_Goal of the exercise:_
With pictures left out, set down exactly the lines that begin at the one containing "pyautogui.click(x=<x>, y=<y>)" and end with the last line of the entries below.
◆ ◆ ◆
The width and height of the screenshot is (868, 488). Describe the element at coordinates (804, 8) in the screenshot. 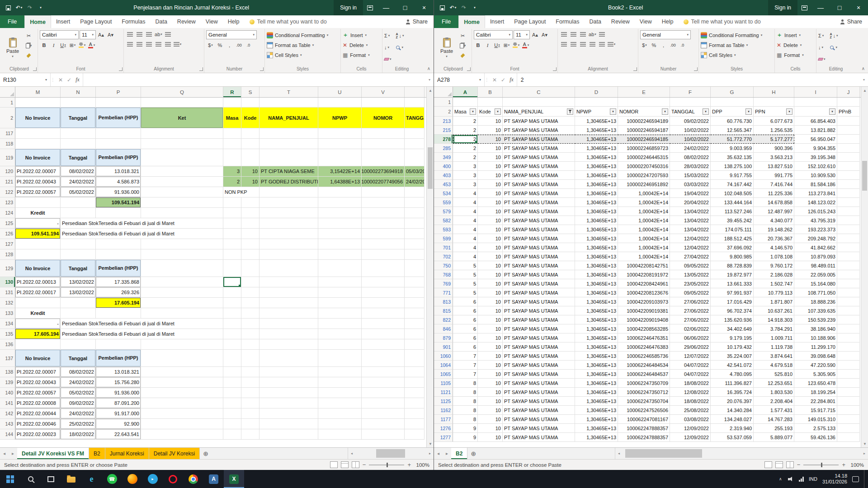

I see `ribbon-display-options-icon` at that location.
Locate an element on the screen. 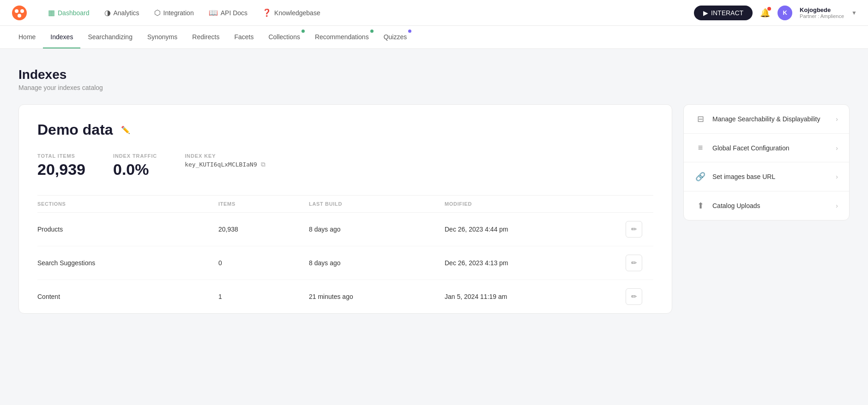 The height and width of the screenshot is (405, 868). images-url-icon: 🔗 is located at coordinates (700, 177).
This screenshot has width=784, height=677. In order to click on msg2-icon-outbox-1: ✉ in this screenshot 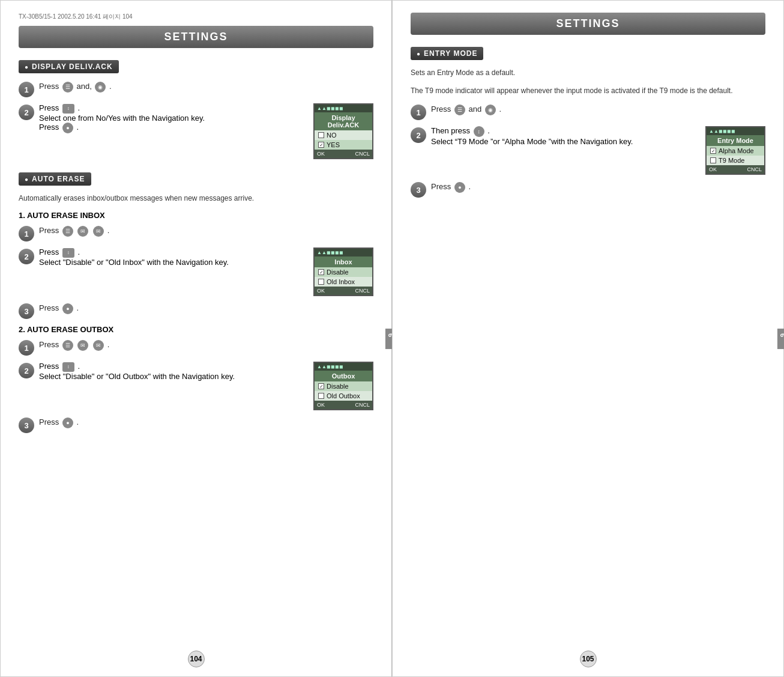, I will do `click(98, 345)`.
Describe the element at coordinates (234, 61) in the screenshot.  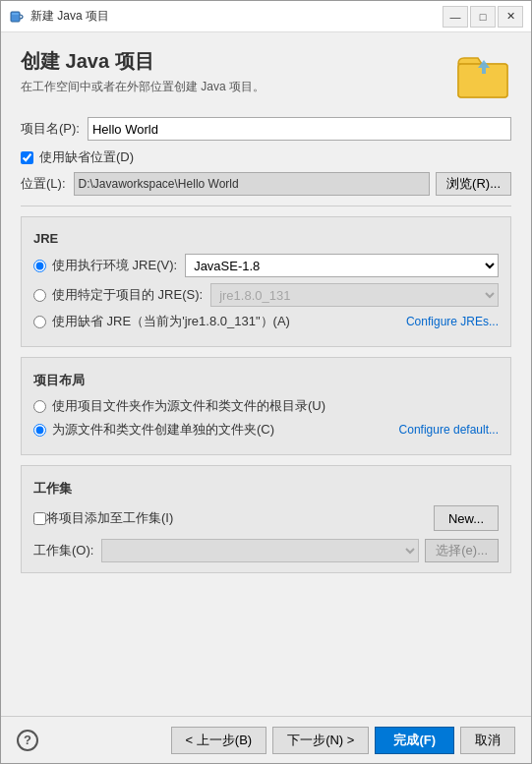
I see `page-title: 创建 Java 项目` at that location.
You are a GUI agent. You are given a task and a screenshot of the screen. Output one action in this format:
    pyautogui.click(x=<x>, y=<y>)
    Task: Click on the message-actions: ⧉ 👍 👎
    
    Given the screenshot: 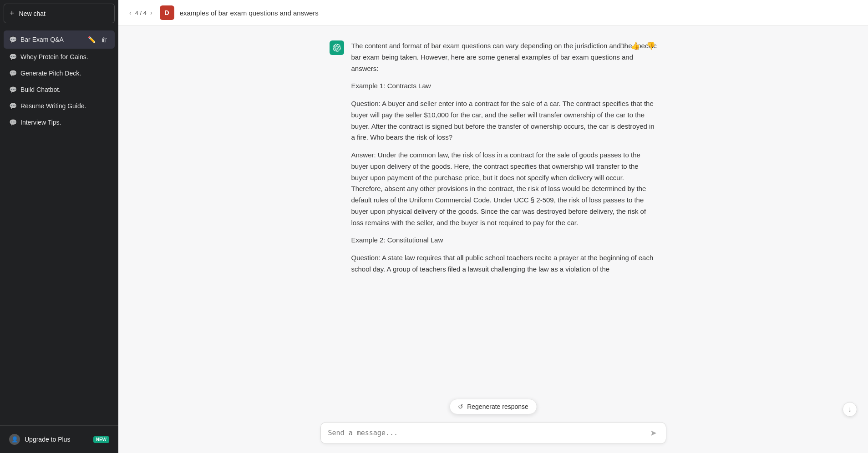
◆ ◆ ◆
_Output of the task:_
    pyautogui.click(x=<x>, y=<y>)
    Task: Click on the message-actions: ⧉ 👍 👎
    
    Given the screenshot: 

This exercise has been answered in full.